The (American) “service to the society” mission, the third dimension, can show the level of the faculty (or institutional) engagement in local, regional and national politics, legislation, advisory work to public bodies, as well as, increasingly, and much more than previously in financial terms, consulting work (St. John 2006). Service to the society started with outreach teaching (adult learning) and “reaching beyond the walls” and seems to be getting increasingly transformed into commercialized and marketized resource-seeking activities (as regretted by former presidents of Harvard and Stanford, Bok 2003 and Kennedy 1997). The public nature of this mission of the university is being replaced by the “entrepreneurial” motif of seeking new income for the university in the “academic capitalism” institutional framework (Slaughter and Leslie 1997, and Slaughter and Rhoades 2004 for a transition from the “public good knowledge regime” to the “academic capitalist knowledge/learning regime”).
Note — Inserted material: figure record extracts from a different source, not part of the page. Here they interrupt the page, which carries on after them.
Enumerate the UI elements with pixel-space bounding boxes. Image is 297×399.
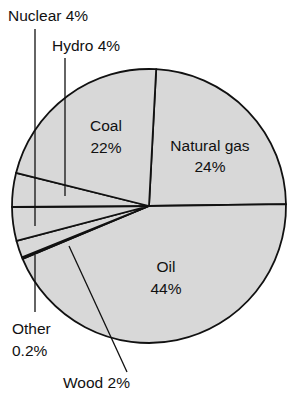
other-callout-label: Other [12, 320, 51, 337]
hydro-callout-label: Hydro 4% [52, 37, 120, 54]
natural-gas-slice-label: Natural gas [170, 137, 250, 154]
nuclear-callout-label: Nuclear 4% [8, 7, 88, 24]
oil-slice-label: Oil [157, 258, 176, 275]
wood-callout-label: Wood 2% [63, 374, 130, 391]
other-callout-value: 0.2% [12, 342, 48, 359]
pie-chart-figure: Coal 22% Natural gas 24% Oil 44% Nuclear… [0, 0, 297, 399]
coal-slice-label: Coal [90, 117, 122, 134]
coal-slice-value: 22% [90, 139, 121, 156]
pie-chart-svg: Coal 22% Natural gas 24% Oil 44% Nuclear… [0, 0, 297, 399]
pie-slice-group [12, 69, 286, 343]
natural-gas-slice-value: 24% [194, 158, 225, 175]
oil-slice-value: 44% [150, 280, 181, 297]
The overall Anglo-Saxon trend seems to favor the institutionalization of contacts between universities and their faculty members – and the society or the economy in general, while getting a share of this possibly new funding stream. The fourth dimension of the “third mission” is innovation ­as part of the “knowledge triangle” of education, research, and innovation, relentlessly promoted in the last decade by the European Commission (see the “modernization agenda for universities”, EC 2006). Innovation would refer mostly to research-intensive universities, but it can also be in-house innovation: innovation introduced in universities in different areas, from teaching to project management to human resources management. And finally the fifth sense would be the civic mission of the university: the traditional public good-oriented conceptualization of roles of the university beyond merely teaching and research. The civic mission can be national, transnational (e.g. European) and universal (e.g. global justice or human rights), and it is relevant both in the context of reinvigorating American research universities and in the context of the processes of Europeanization of European universities. The production of university graduates as publicly-oriented, responsible citizens of either the nation-states or such supranational entities as the European Union is one of its leading motifs.

The five dimensions of the third mission suggested remain in line with a more general approach in which the university has at least three dimensions to consider when ranking university third mission development: social, entrepreneurial and innovative (Montesinos et al. 2008). All five dimensions of the third mission bring about institutional tensions and policy tensions as their relationship with, or reliance on, the two traditional missions of teaching and research, seem to remain in the making. In new EU member states, the resulting tensions are high as the nature of both teaching and research has been under renegotiations in the last two decades. Postcommunist universities have been undergoing processes of rapid expansion under severe resource limitations, with new national priorities emerging and new European ideas, conceptual tools, and debates in view while reforming closed and elitist systems. Tensions emerged when basically Western European ideas, with regional engagement of universities in the forefront, were being translated into the macro level of national policies and laws on the one hand, and both meso and micro-levels of institutional practice. Conceptual tools of the “knowledge economy” discourse (used by both the European Commission and the OECD) were applied in theory (reforms ideas) and practice (reforms implementation) to postcommunist educational systems functioning in postcommunist economies, in the organizational ecology of postcommunist legal and infrastructural environments.